Friday, September 29, 2006

Twenty-One Devastating Questions About Iraq

From Tom Engelhardt, here. This is an absolutely outstanding list, one that puts the disaster in Iraq in stark relief. Some excerpts:
How many civilians are dying in the Iraqi capital, due to [the various] militias, numerous (often government-linked death squads), the Sunni insurgency, and al-Qaeda-in-Mesopotamia-style terrorism?

5,106 people in July and August, according to a recently released United Nations report. The previous, still staggering but significantly lower figure of 3,391 offered for those months relied on body counts only from the city morgue. The UN report also includes deaths at the city's overtaxed hospitals.
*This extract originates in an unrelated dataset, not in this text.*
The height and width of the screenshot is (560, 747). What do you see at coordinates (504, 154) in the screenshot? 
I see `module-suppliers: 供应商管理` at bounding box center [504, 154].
With the Bush administration bringing thousands of extra U.S. and Iraqi soldiers into the capital in August, death tolls went down somewhat for a few weeks, but began rising again towards month's end. August figures on civilian wounded -- 4,309 -- rose 14% over July's figures and, by late September, suicide bombings were at their highest level since the invasion.

How many Iraqis are being tortured in Baghdad at present?
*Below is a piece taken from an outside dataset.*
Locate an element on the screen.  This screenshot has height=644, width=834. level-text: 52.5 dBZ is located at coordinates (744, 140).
Precise numbers are obviously in short supply on this one, but large numbers of bodies are found in and around the capital every single day, a result of the roiling civil war already underway there. These bodies, as Oppel of the Times describes them, commonly display a variety of signs of torture including: "gouged-out eyeballs… wounds… in the head and genitals, broken bones of legs and hands, electric and cigarette burns… acid-induced injuries and burns caused by chemical substances, missing skin… missing teeth and wounds caused by power drills or nails." The UN's chief anti-torture expert, Manfred Nowak, believes that torture in Iraq is now not only "totally out of hand," but "worse" than under Saddam Hussein.
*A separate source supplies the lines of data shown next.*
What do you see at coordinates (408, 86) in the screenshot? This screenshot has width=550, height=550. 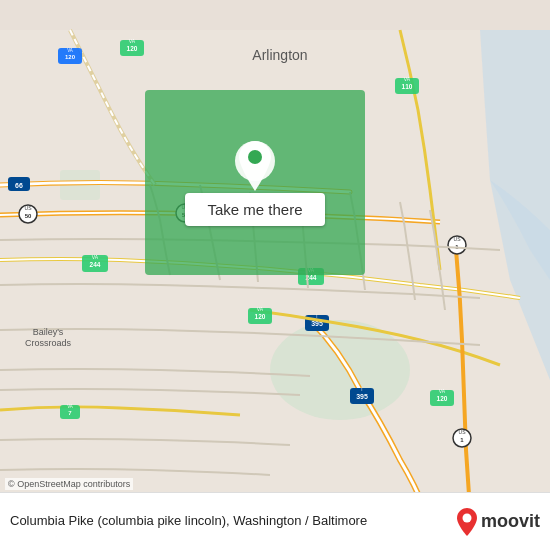 I see `svg-text: 110` at bounding box center [408, 86].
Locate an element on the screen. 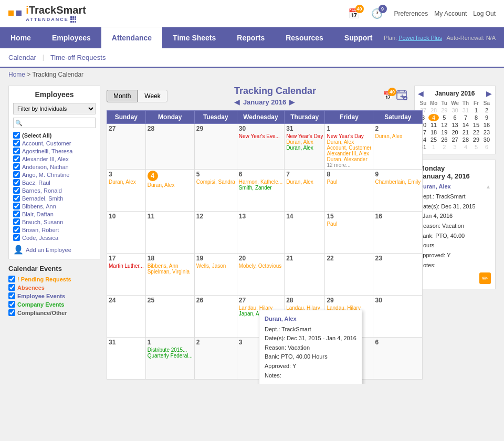  nav-reports: Reports is located at coordinates (251, 38).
How many Iraqi civilians are being killed countrywide?

The UN Report offers figures on this: 1,493 dead, over and above the dead of Baghdad. However, these figures are surely undercounts. Oppel points out, for instance, that officials in al-Anbar Province, the heartland of the Sunni insurgency "and one of the deadliest regions in Iraq, reported no deaths in July." Meanwhile, in Diyala Province, northeast of Baghdad, deaths not only seem to be on the rise, but higher than previously estimated. The intrepid British journalist Patrick Cockburn recently visited the province. It's not a place, he comments parenthetically, "to make a mistake in map reading." (Enter the wrong area or neighborhood and you're dead.) Diyala, he reports, is now largely under the control of Sunni insurgents who are "close to establishing a ‘Taliban republic' in the region." On casualties, he writes: "Going by the accounts of police and government officials in the province, the death toll outside Baghdad may be far higher than previously reported." The head of Diyala's Provincial Council (who has so far escaped two assassination attempts) told Cockburn that he believed "on average, 100 people are being killed in Diyala every week." ("Many of those who die disappear forever, thrown into the Diyala River or buried in date palm groves and fruit orchards.") Even at the death counts in the UN report, we're talking about close to 40,000 Iraqi deaths a year. We have no way of knowing how much higher the real figure is.
This is the fruit of Bush, Cheney, and Rumsfeld's lies and incompetence. It is imperative that the Republican enablers of these sociopaths be voted from office and the Administration politically crippled.